Sunday, November 17, 2024

What is a Deadlock

What is a Deadlock?

A deadlock occurs when two or more processes are unable to proceed because each is waiting for the other to release a resource.

Coffman Conditions (Necessary for Deadlock):

1. Mutual Exclusion: At least one resource is held in a non-shareable mode.

2. Hold and Wait: A process is holding at least one resource and is waiting for additional resources held by others.

3. No Preemption: Resources cannot be forcibly taken from a process holding them.

4. Circular Wait: A circular chain of processes exists, where each process is waiting for a resource held by the next process in the chain.

Deadlock Example with Transactions:

• Transaction A:

• Holds payments resource.

• Requests orders resource.

• Transaction B:

• Holds orders resource.

• Requests payments resource.

• This forms a circular wait between the two transactions.

Steps Demonstrated:

1. Transaction A locks payments.

2. Transaction B locks orders.

3. Transaction A requests orders but is blocked.

4. Transaction B requests payments but is blocked.

This cycle causes a deadlock.

Deadlock Recovery Methods:

1. Select a victim: Choose a process to terminate or roll back.

2. Rollback: Undo part of the process to break the deadlock.

Deadlock Prevention Techniques:

1. Request resources in a strictly increasing order.

2. Timeout or rollback processes holding resources for too long.

3. Banker’s Algorithm: A technique to avoid deadlocks by simulating resource allocation.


Find every line with the string "drawn" in the material below and copy it.

====

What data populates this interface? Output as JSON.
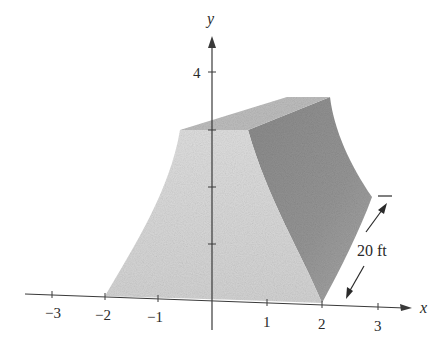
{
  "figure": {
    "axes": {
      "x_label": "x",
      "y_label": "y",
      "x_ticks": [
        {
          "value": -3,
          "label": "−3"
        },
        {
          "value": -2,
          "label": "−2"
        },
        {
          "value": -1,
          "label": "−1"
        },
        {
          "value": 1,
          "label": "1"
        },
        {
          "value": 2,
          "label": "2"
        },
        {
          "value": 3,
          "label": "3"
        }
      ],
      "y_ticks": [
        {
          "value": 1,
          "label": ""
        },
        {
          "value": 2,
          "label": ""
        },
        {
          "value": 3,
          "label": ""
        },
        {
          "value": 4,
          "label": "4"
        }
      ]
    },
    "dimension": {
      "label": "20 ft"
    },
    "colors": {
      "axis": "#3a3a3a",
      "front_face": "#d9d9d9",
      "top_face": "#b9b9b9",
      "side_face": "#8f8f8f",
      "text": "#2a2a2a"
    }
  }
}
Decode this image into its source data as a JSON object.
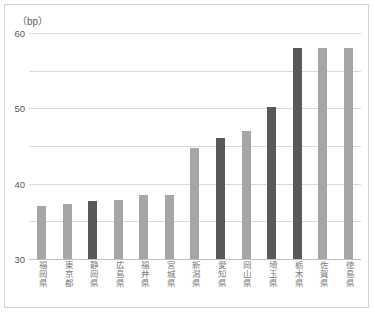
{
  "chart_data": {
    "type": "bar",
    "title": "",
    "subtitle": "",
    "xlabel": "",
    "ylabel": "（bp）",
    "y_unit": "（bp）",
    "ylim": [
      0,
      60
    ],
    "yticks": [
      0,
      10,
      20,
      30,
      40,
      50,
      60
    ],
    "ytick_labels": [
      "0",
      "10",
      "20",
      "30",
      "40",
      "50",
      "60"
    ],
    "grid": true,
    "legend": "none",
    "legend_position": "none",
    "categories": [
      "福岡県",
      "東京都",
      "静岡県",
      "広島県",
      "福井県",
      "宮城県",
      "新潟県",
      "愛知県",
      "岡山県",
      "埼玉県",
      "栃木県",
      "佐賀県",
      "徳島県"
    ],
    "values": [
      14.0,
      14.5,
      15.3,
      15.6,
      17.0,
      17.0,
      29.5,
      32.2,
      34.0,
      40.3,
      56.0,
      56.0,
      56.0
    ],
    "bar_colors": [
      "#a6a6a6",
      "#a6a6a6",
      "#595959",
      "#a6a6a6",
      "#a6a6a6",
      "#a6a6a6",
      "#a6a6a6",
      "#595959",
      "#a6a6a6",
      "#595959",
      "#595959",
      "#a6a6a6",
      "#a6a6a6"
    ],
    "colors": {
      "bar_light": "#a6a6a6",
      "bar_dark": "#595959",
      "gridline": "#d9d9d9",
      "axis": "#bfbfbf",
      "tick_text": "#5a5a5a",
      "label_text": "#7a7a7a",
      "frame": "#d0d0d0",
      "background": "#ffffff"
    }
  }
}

====

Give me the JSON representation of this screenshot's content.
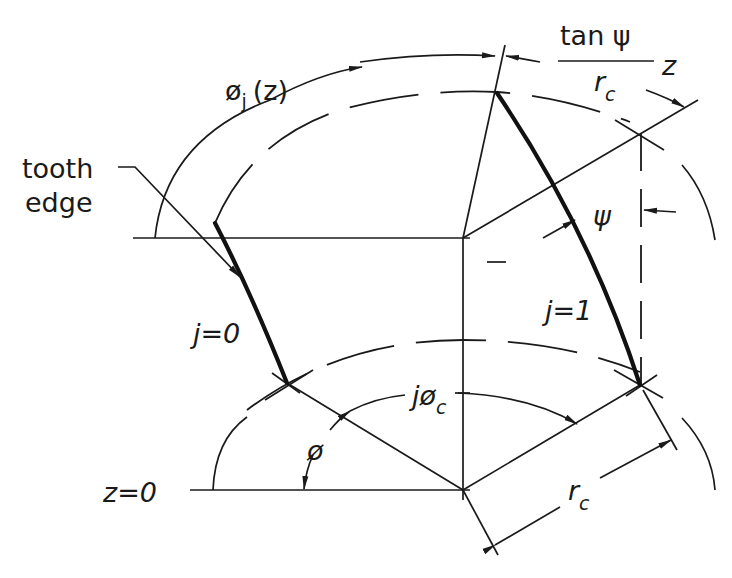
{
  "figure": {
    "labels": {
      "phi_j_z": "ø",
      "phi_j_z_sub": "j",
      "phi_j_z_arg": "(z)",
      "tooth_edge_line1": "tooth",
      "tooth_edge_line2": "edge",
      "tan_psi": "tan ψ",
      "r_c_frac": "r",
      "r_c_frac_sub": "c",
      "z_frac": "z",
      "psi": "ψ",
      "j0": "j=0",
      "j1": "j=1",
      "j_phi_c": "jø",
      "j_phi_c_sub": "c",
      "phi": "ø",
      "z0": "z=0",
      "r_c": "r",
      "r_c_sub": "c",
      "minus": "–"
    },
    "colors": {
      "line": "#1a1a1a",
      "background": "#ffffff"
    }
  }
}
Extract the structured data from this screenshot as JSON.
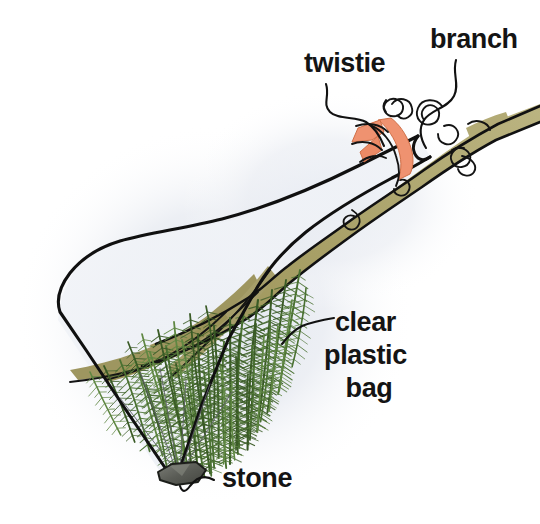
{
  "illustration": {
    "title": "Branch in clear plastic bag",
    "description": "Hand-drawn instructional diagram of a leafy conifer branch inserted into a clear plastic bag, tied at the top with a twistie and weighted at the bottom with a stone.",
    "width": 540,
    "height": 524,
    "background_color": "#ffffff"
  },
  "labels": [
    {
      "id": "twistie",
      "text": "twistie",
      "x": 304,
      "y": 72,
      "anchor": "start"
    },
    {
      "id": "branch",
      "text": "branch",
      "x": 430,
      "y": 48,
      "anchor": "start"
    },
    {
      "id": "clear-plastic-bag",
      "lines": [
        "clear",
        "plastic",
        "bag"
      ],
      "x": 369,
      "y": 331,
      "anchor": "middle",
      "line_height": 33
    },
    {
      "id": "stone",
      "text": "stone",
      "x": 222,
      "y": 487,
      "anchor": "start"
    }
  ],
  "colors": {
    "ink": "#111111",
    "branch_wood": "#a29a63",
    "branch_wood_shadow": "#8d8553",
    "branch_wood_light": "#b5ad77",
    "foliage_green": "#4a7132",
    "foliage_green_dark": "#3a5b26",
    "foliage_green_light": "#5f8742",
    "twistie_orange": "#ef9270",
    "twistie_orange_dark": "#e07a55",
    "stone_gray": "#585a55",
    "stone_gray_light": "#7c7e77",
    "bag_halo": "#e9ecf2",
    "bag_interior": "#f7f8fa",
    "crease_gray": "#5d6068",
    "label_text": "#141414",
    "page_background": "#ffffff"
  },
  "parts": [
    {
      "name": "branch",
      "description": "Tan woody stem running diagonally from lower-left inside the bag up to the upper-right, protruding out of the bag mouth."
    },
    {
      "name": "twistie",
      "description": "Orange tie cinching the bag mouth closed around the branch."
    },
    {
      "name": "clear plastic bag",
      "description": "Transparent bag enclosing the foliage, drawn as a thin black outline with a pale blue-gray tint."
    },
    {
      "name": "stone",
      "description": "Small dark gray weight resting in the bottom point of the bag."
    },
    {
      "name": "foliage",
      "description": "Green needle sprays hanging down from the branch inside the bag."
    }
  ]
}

====

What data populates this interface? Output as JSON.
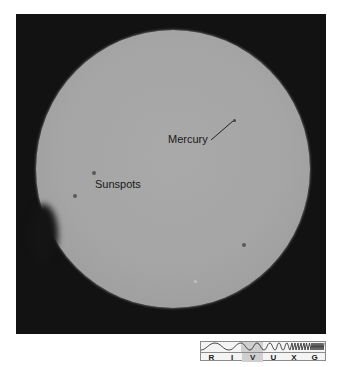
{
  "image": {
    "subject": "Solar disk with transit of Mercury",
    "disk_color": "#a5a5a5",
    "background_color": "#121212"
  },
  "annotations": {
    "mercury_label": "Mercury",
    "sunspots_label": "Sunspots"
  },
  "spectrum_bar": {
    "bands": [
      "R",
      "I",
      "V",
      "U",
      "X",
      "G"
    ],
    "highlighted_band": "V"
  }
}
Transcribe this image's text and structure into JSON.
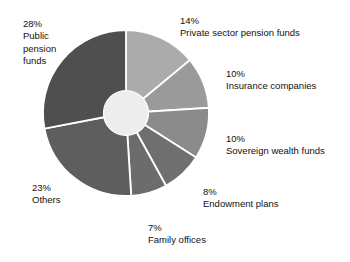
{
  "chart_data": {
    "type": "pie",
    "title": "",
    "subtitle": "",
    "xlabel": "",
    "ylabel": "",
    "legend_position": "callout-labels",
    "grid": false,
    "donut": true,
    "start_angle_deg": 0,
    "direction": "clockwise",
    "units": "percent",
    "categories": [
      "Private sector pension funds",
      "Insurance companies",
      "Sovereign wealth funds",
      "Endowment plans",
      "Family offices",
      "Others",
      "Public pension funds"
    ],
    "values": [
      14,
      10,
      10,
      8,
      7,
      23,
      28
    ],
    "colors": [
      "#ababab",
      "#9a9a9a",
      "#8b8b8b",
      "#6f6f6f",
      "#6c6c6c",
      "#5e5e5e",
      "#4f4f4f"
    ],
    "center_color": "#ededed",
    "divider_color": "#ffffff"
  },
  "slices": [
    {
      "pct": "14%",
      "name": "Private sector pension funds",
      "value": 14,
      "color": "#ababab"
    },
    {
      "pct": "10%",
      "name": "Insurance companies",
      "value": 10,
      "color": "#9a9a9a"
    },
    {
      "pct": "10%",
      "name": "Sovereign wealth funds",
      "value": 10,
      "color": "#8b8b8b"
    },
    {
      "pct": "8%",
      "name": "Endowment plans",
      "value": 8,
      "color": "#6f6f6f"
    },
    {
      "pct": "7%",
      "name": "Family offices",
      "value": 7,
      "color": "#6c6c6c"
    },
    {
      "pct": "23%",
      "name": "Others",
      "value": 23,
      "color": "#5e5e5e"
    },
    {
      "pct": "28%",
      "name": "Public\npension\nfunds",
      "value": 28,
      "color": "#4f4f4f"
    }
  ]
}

====

[SOLUTION TO THE EXERCISE]
    "description": "Hand-drawn instructional diagram of a leafy conifer branch inserted into a clear plastic bag, tied at the top with a twistie and weighted at the bottom with a stone.",
      "description": "Transparent bag enclosing the foliage, drawn as a thin black outline with a pale blue-gray tint."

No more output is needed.